I recognized the taller figure first, the bald man from the park, the one who was still conscious when he evaporated before my eyes. The hulking figure was dressed in black as before, but it was the man he held up who grabbed my attention.

Amanda’s fingers squeezed the soaking fabric of my T-shirt and dropped away. Triona made a pitiful noise more like a wounded animal than a young woman. A commotion at the other end of our group distracted me from my own shock for no more than an instant. The figure semi-collapsed against his captor resembled Caleb, but the logical part of my brain refused to accept it. Caleb had only been missing days, yet the man before us looked half-dead. His dull, sunken eyes wandered, focusing on nothing specific. He seemed to have no concept of our presence in front of him, much less Triona’s. Filthy smears of black covered his face and bare chest.

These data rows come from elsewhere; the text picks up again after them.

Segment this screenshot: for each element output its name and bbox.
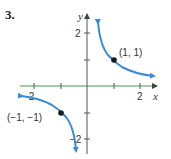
x-tick-label-2: 2 bbox=[137, 91, 143, 102]
point-label-1-1: (1, 1) bbox=[119, 47, 142, 58]
point-label-neg1-neg1: (−1, −1) bbox=[7, 112, 42, 123]
graph: −2 2 2 −2 x y (1, 1) (−1, −1) bbox=[0, 0, 171, 159]
y-axis-label: y bbox=[77, 10, 83, 22]
y-tick-label-2: 2 bbox=[75, 28, 81, 39]
point-1-1 bbox=[111, 57, 117, 63]
point-neg1-neg1 bbox=[58, 110, 64, 116]
curve-negative-branch bbox=[21, 96, 76, 150]
x-axis-label: x bbox=[152, 90, 158, 102]
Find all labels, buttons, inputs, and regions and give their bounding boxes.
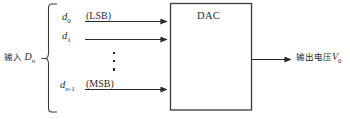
ellipsis-dot: [113, 68, 115, 70]
input-group-label: 输入 Dn: [4, 52, 35, 65]
input-label-d0-subscript: 0: [67, 17, 71, 25]
input-group-label-subscript: n: [32, 57, 35, 64]
input-group-brace: [42, 4, 57, 112]
input-group-label-cjk: 输入: [4, 52, 22, 62]
input-label-d1: d1: [62, 31, 71, 44]
input-label-dn-subscript: n-1: [65, 85, 75, 93]
input-note-lsb: (LSB): [86, 11, 111, 21]
output-label-cjk: 输出电压: [296, 52, 332, 62]
input-label-d1-subscript: 1: [67, 36, 71, 44]
vertical-ellipsis: [113, 52, 117, 74]
input-group-label-symbol: D: [25, 51, 32, 62]
input-label-d0: d0: [62, 12, 71, 25]
output-label-subscript: 0: [338, 57, 341, 64]
ellipsis-dot: [113, 60, 115, 62]
dac-block-label: DAC: [197, 11, 220, 22]
diagram-canvas: 输入 Dn d0 (LSB) d1 dn-1 (MSB) DAC 输出电压V0: [0, 0, 350, 119]
input-label-dn: dn-1: [60, 80, 75, 93]
ellipsis-dot: [113, 52, 115, 54]
output-label: 输出电压V0: [296, 52, 342, 65]
input-note-msb: (MSB): [86, 79, 114, 89]
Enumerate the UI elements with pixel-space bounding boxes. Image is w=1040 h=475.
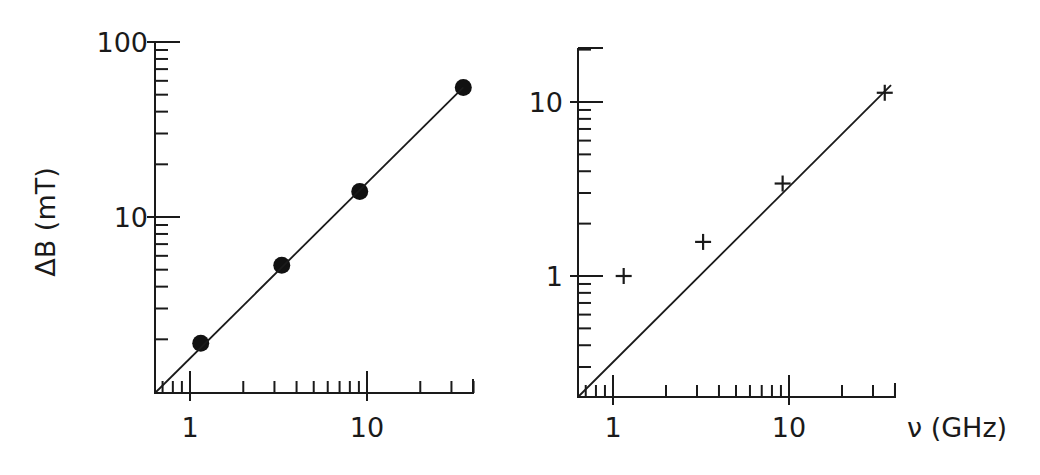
right-data-series	[578, 85, 893, 397]
left-x-tick-label-10: 10	[350, 412, 384, 443]
chart-canvas: ΔB (mT) 100 10 1 10 10 1 1 10 ν (GHz)	[0, 0, 1040, 475]
fit-line	[578, 85, 891, 397]
left-x-tick-label-1: 1	[181, 412, 198, 443]
right-x-axis-label: ν (GHz)	[907, 412, 1007, 443]
right-x-tick-label-10: 10	[772, 412, 806, 443]
data-point-plus	[616, 268, 632, 284]
data-point-circle	[351, 183, 368, 200]
right-axes	[570, 48, 895, 405]
data-point-plus	[877, 85, 893, 101]
data-point-plus	[695, 234, 711, 250]
data-point-plus	[775, 176, 791, 192]
left-y-tick-label-100: 100	[96, 27, 148, 58]
left-y-axis-label: ΔB (mT)	[30, 167, 61, 276]
right-y-tick-label-10: 10	[529, 87, 563, 118]
data-point-circle	[192, 335, 209, 352]
right-chart-panel: 10 1 1 10 ν (GHz)	[529, 48, 1008, 443]
right-x-tick-label-1: 1	[604, 412, 621, 443]
left-chart-panel: ΔB (mT) 100 10 1 10	[30, 27, 474, 443]
right-y-tick-label-1: 1	[546, 261, 563, 292]
figure: ΔB (mT) 100 10 1 10 10 1 1 10 ν (GHz)	[0, 0, 1040, 475]
fit-line	[155, 87, 463, 393]
data-point-circle	[273, 257, 290, 274]
axis-lines	[578, 48, 895, 397]
left-data-series	[155, 79, 472, 393]
left-y-tick-label-10: 10	[114, 202, 148, 233]
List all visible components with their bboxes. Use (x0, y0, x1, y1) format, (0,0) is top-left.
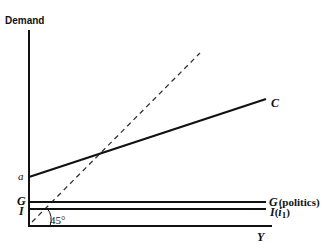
government-label-suffix: (politics) (279, 196, 320, 209)
keynesian-cross-diagram: Demand a G I 45° C G(politics) I(i1) Y (0, 0, 330, 252)
consumption-line (29, 99, 266, 177)
investment-label-close: ) (286, 206, 290, 219)
x-axis-label: Y (257, 230, 266, 244)
angle-label: 45° (50, 214, 65, 226)
y-axis-label: Demand (5, 15, 44, 26)
intercept-label: a (18, 170, 24, 182)
investment-label: I(i1) (269, 205, 290, 220)
consumption-label: C (271, 96, 280, 110)
45-degree-line (32, 53, 200, 222)
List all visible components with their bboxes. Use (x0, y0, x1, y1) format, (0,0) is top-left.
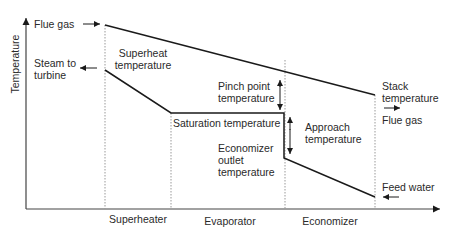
flue-gas-in-label: Flue gas (34, 18, 74, 30)
superheat-temperature-label: Superheat temperature (110, 47, 176, 71)
pinch-point-temperature-label: Pinch point temperature (218, 80, 280, 104)
y-axis-label: Temperature (9, 29, 21, 99)
approach-temperature-label: Approach temperature (305, 121, 371, 145)
economizer-outlet-temperature-label: Economizer outlet temperature (218, 142, 282, 178)
section-evaporator: Evaporator (185, 215, 275, 227)
feed-water-label: Feed water (382, 181, 435, 193)
flue-gas-out-label: Flue gas (382, 114, 422, 126)
section-superheater: Superheater (105, 213, 171, 225)
saturation-temperature-label: Saturation temperature (173, 117, 280, 129)
stack-temperature-label: Stack temperature (382, 80, 442, 104)
steam-to-turbine-label: Steam to turbine (34, 57, 79, 81)
section-economizer: Economizer (285, 215, 375, 227)
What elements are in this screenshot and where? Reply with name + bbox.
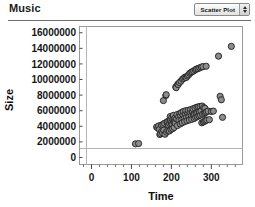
data-point (210, 108, 216, 114)
data-point (203, 63, 209, 69)
y-tick-label: 6000000 (37, 105, 76, 116)
triangle-down-icon[interactable] (243, 10, 247, 13)
y-tick-label: 14000000 (32, 43, 77, 54)
plot-type-dropdown[interactable]: Scatter Plot (194, 3, 250, 16)
header-divider (8, 20, 251, 21)
y-axis-title: Size (3, 89, 15, 111)
x-axis-title: Time (148, 190, 173, 202)
data-point (219, 114, 225, 120)
data-point (163, 92, 169, 98)
y-tick-label: 2000000 (37, 136, 76, 147)
y-axis-tick-labels: 0200000040000006000000800000010000000120… (32, 27, 77, 163)
y-tick-label: 8000000 (37, 90, 76, 101)
x-axis-tick-labels: 0100200300 (89, 172, 220, 183)
data-point (136, 140, 142, 146)
y-tick-label: 4000000 (37, 121, 76, 132)
plot-type-selected-value: Scatter Plot (195, 4, 239, 15)
page-title: Music (9, 2, 41, 14)
chart-container: 0200000040000006000000800000010000000120… (0, 22, 255, 207)
data-point (206, 117, 212, 123)
data-point-series (132, 43, 234, 147)
scatter-chart: 0200000040000006000000800000010000000120… (0, 22, 255, 207)
x-tick-label: 200 (163, 172, 180, 183)
x-tick-label: 300 (203, 172, 220, 183)
triangle-up-icon[interactable] (243, 6, 247, 9)
data-point (218, 97, 224, 103)
y-tick-label: 10000000 (32, 74, 77, 85)
data-point (215, 53, 221, 59)
y-tick-label: 12000000 (32, 59, 77, 70)
x-tick-label: 0 (89, 172, 95, 183)
y-tick-label: 0 (70, 152, 76, 163)
scatter-plot-window: Music Scatter Plot 020000004000000600000… (0, 0, 255, 207)
y-tick-label: 16000000 (32, 27, 77, 38)
x-axis-tick-marks (83, 165, 235, 170)
stepper-control[interactable] (239, 4, 249, 15)
window-header: Music Scatter Plot (0, 0, 255, 22)
data-point (228, 43, 234, 49)
x-tick-label: 100 (123, 172, 140, 183)
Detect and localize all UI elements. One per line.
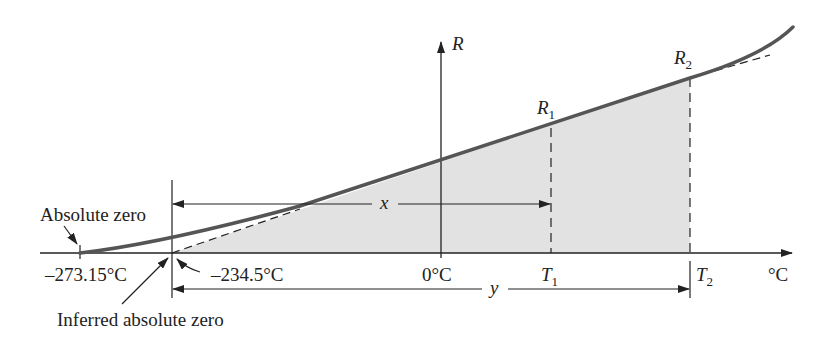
y-axis-label: R — [452, 34, 464, 53]
r1-label: R1 — [537, 98, 555, 117]
x-unit-label: °C — [768, 265, 788, 284]
inferred-zero-pointer — [122, 258, 168, 304]
resistance-temperature-diagram — [0, 0, 827, 338]
absolute-zero-pointer — [64, 226, 77, 244]
inferred-zero-value: –234.5°C — [211, 265, 284, 284]
t2-label: T2 — [696, 265, 713, 284]
inferred-absolute-zero-label: Inferred absolute zero — [57, 310, 224, 329]
zero-celsius-label: 0°C — [422, 265, 452, 284]
r2-label: R2 — [674, 48, 692, 67]
y-dimension-label: y — [490, 278, 498, 297]
inferred-value-pointer — [177, 259, 200, 272]
t1-label: T1 — [541, 265, 558, 284]
x-dimension-label: x — [380, 193, 388, 212]
absolute-zero-value: –273.15°C — [45, 265, 127, 284]
absolute-zero-label: Absolute zero — [40, 205, 146, 224]
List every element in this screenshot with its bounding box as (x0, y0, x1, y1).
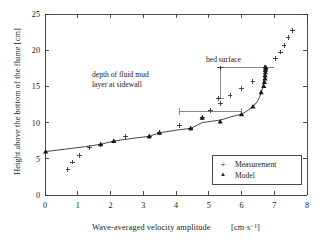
legend-marker-measurement: + (217, 160, 229, 169)
x-tick-label: 3 (141, 201, 145, 210)
chart-figure: 0123456780510152025 Height above the bot… (0, 0, 325, 247)
model-point (259, 90, 264, 95)
legend-label-measurement: Measurement (235, 160, 276, 169)
annotation-depth-line2: layer at sidewall (92, 80, 149, 90)
x-tick-label: 0 (43, 201, 47, 210)
annotation-bed-surface: bed surface (206, 55, 241, 65)
x-tick-label: 2 (108, 201, 112, 210)
legend: + Measurement ▲ Model (212, 155, 302, 185)
model-point (239, 112, 244, 117)
model-point (261, 83, 266, 88)
x-axis-label: Wave-averaged velocity amplitude [cm·s⁻¹… (45, 222, 307, 232)
x-tick-label: 4 (174, 201, 178, 210)
y-tick-label: 0 (36, 191, 40, 200)
annotation-depth-of-fluid-mud: depth of fluid mud layer at sidewall (92, 70, 149, 89)
y-tick-label: 20 (32, 46, 40, 55)
y-tick-label: 10 (32, 119, 40, 128)
legend-label-model: Model (235, 171, 255, 180)
x-tick-label: 7 (272, 201, 276, 210)
y-tick-label: 5 (36, 155, 40, 164)
y-axis-label: Height above the bottom of the flume [cm… (13, 7, 22, 197)
x-tick-label: 8 (305, 201, 309, 210)
x-axis-unit: [cm·s⁻¹] (231, 223, 260, 232)
x-tick-label: 6 (239, 201, 243, 210)
y-tick-label: 15 (32, 82, 40, 91)
model-curve (46, 67, 266, 151)
legend-marker-model: ▲ (217, 171, 229, 177)
x-tick-label: 5 (207, 201, 211, 210)
y-tick-label: 25 (32, 10, 40, 19)
annotation-depth-line1: depth of fluid mud (92, 70, 149, 80)
plot-area: 0123456780510152025 (0, 0, 325, 247)
x-axis-label-text: Wave-averaged velocity amplitude (92, 223, 211, 232)
x-tick-label: 1 (76, 201, 80, 210)
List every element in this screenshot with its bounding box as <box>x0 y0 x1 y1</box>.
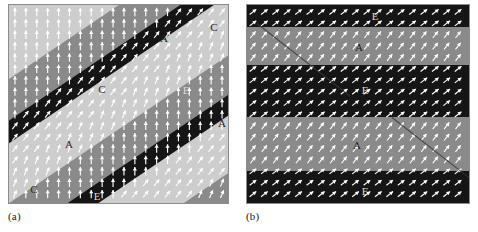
panel-b-domain-wall-lines <box>247 5 469 203</box>
panel-a-caption: (a) <box>8 210 21 222</box>
domain-wall-line-1 <box>392 117 470 201</box>
panel-b: EAEAE <box>246 4 470 204</box>
figure-root: CAECAACE EAEAE (a) (b) <box>0 0 478 232</box>
panel-a-domain-bands <box>9 5 228 203</box>
domain-wall-line-0 <box>257 23 351 96</box>
panel-b-caption: (b) <box>246 210 259 222</box>
panel-a: CAECAACE <box>8 4 229 204</box>
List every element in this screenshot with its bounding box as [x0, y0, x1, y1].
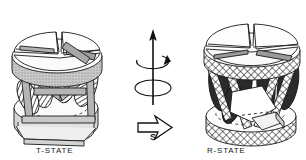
- diagram-svg: S: [0, 0, 306, 160]
- t-state-caption: T-STATE: [36, 146, 73, 155]
- figure-canvas: S: [0, 0, 306, 160]
- t-base-plate: [16, 126, 96, 146]
- r-state-caption: R-STATE: [207, 146, 246, 155]
- t-upper-catalytic-wedges: [14, 32, 100, 71]
- t-state-model: [12, 32, 102, 146]
- substrate-label: S: [150, 132, 156, 142]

I had seen Caleb with his shirt off at the hotel before my wedding, and the guy had been cut. He hadn’t been bulky but long and lean with defined muscles and strong posture. Not now. He lacked the strength to hold himself upright, and his ribs were visible under grayish flesh. Jeans hung from his boney hips. Deep red, angry welts cut across his wrists.
Why isn’t he healing? What the hell have they done to him?

I bent my head to catch sight of Merlin feverishly whispering in John’s ear. Archú howled. Triona’s eyes fixed on Zeal and resolved rapidly into cold barbs of pure hatred. Her expression distorted into something ghastly and animalistic as she sank into a crouch ready for attack. The wind whipped up again and lightening crashed into the water, too close for comfort. Triona was losing it.

“This is so not good,” Emma said.

“What’s going on?” Amanda screeched and stumbled into me as another strike hit, this time on the shore, throwing a shower of muck and steam into the air.

Zeal threw his arms out wide and cackled into the storm, welcoming it with open arms. Behind him, most of the group pushed and shoved, baying for action. However, some were now faltering, slipping back, and all of a sudden the reason for Zeal’s mirth became apparent. He wanted Triona to lose control. He didn’t want a fight. Not here and now. He wanted witnesses.